[[ EXTRACTED ENTRIES open ]]
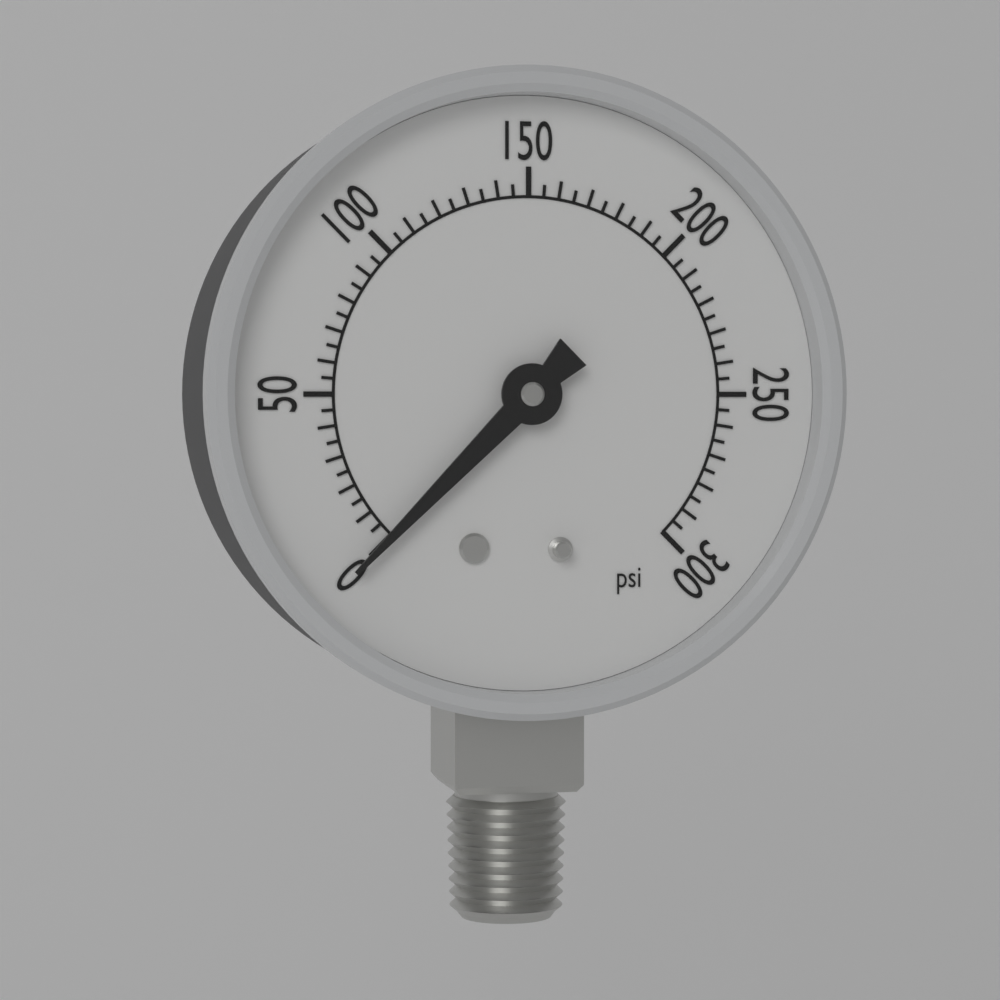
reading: 0 psi
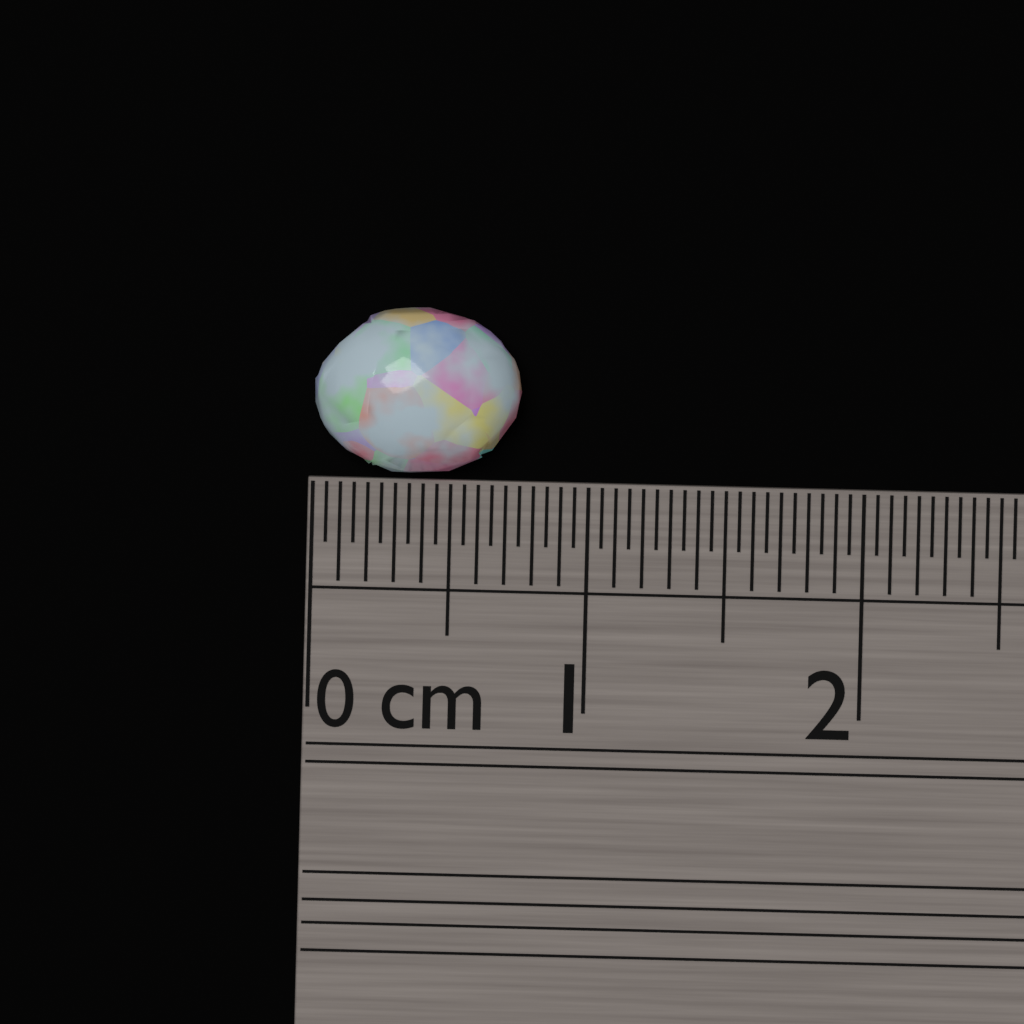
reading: 0.75 cm
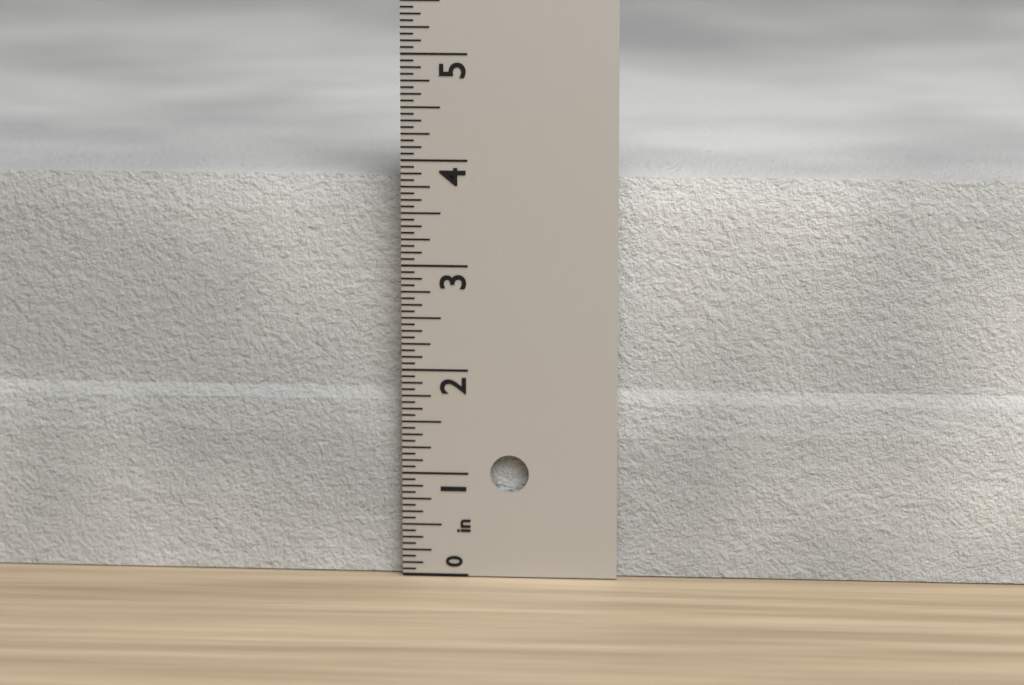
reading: 3.8125 in
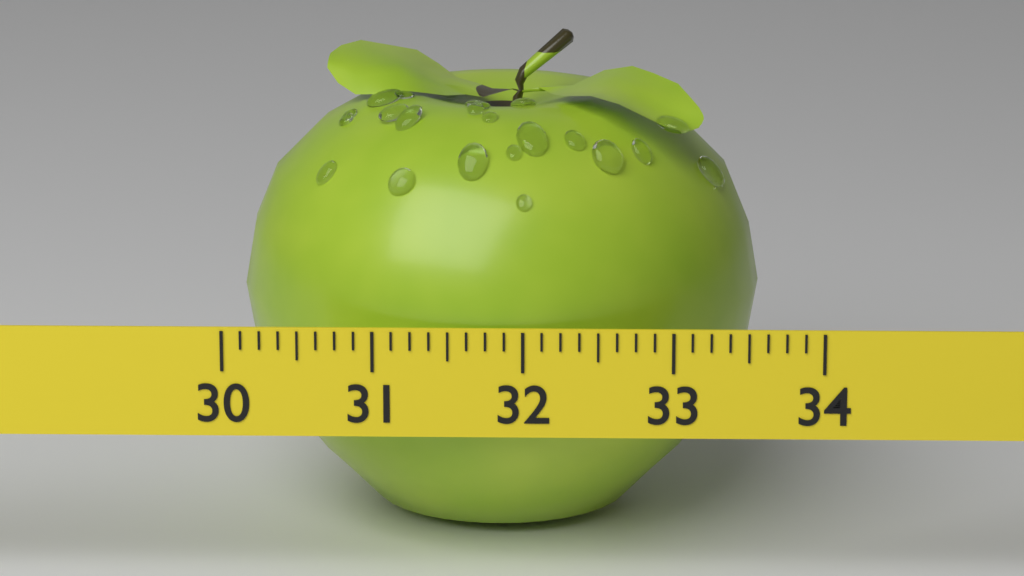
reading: 33.625 (no unit)
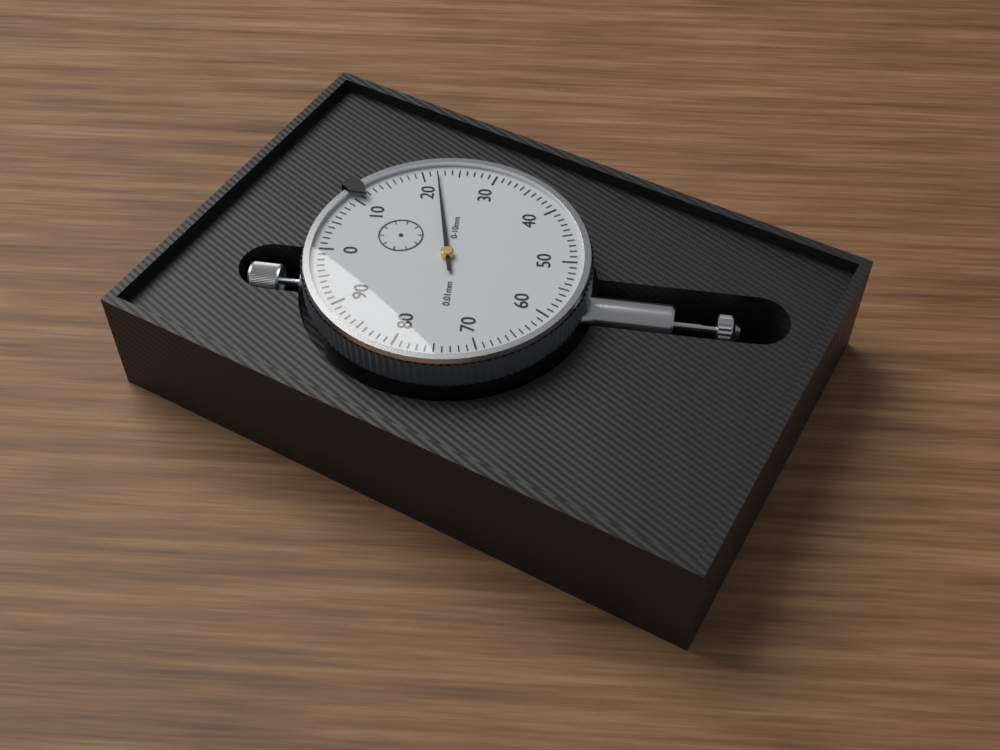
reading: 0.22 mm
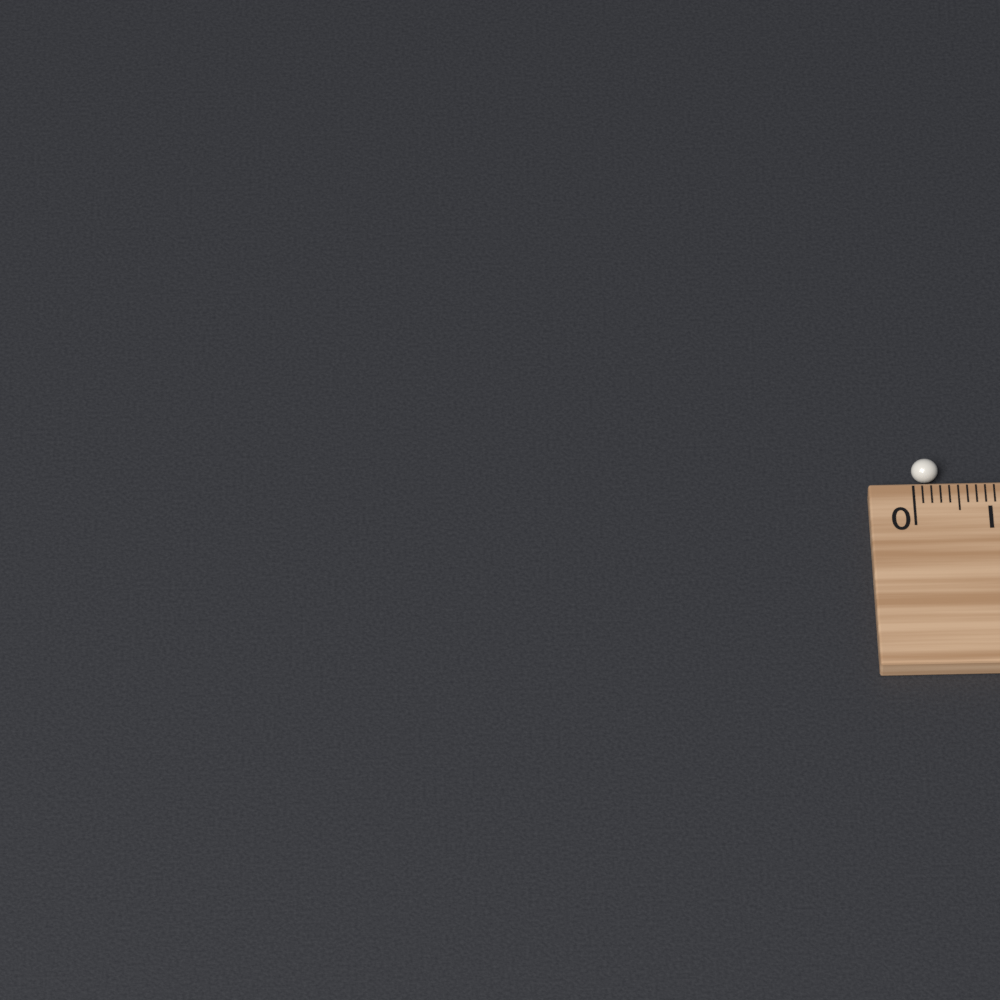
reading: 0.3 cm
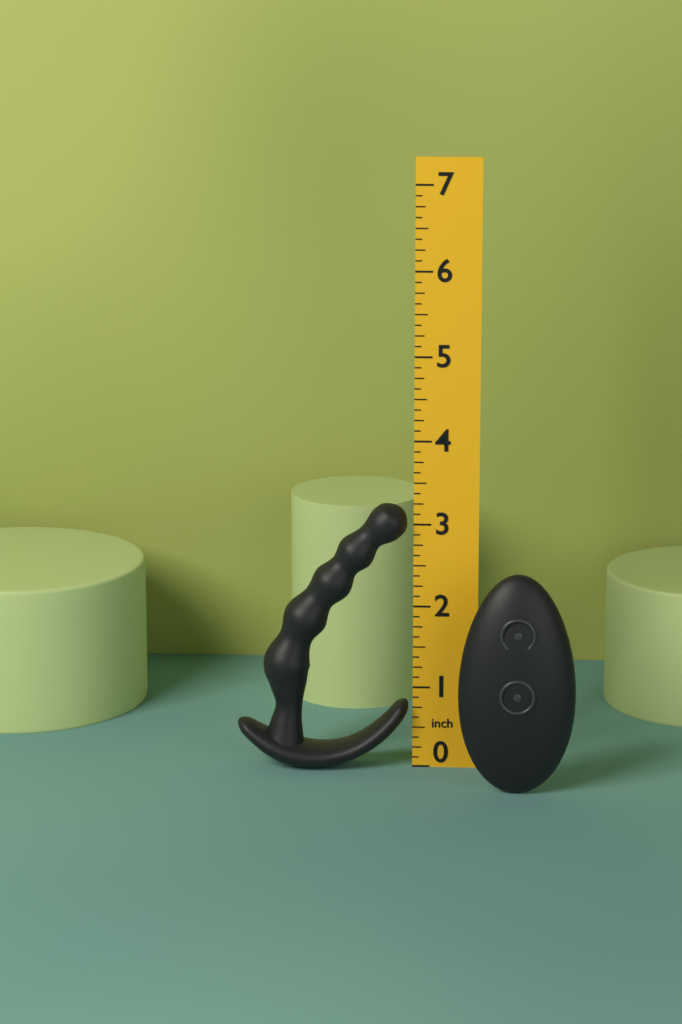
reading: 3.250 in
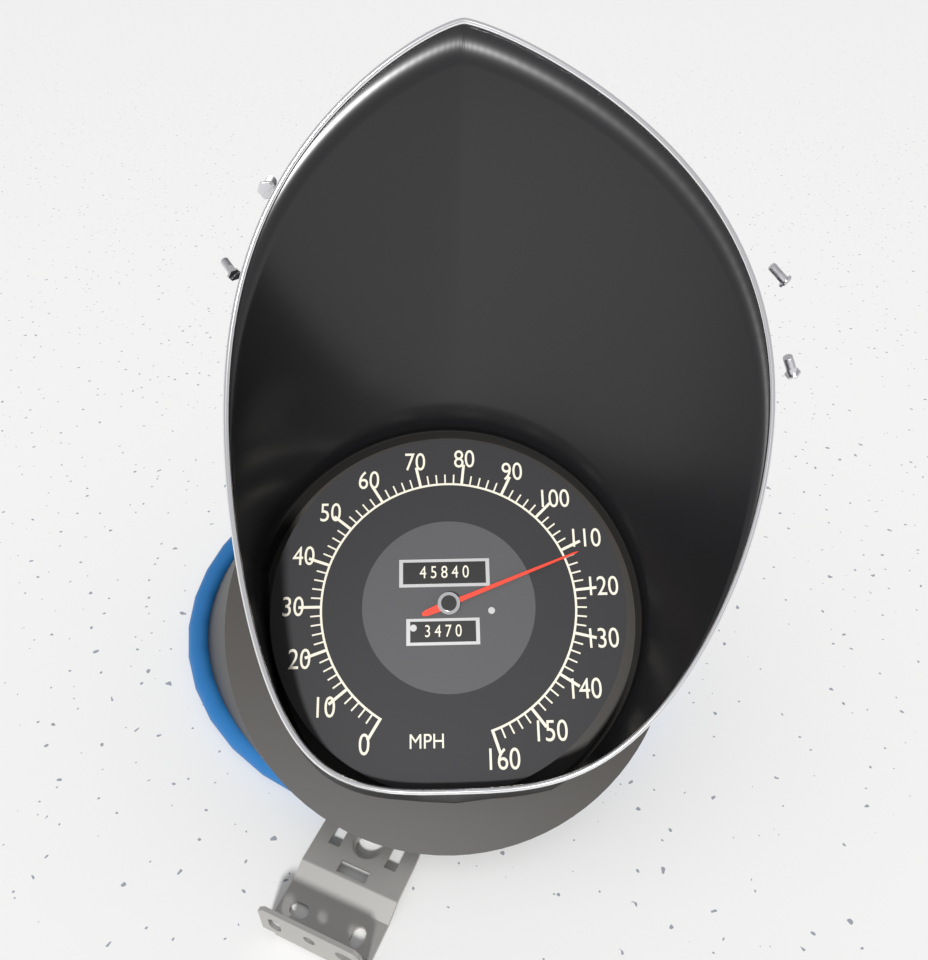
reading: 112 MPH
[[ EXTRACTED ENTRIES closed ]]
TASK ITEM: Reproduce every record word for word. The copy must contain no pictures.

FINISHED EXERCISE:
reading: 0 psi
reading: 0.75 cm
reading: 3.8125 in
reading: 33.625 (no unit)
reading: 0.22 mm
reading: 0.3 cm
reading: 3.250 in
reading: 112 MPH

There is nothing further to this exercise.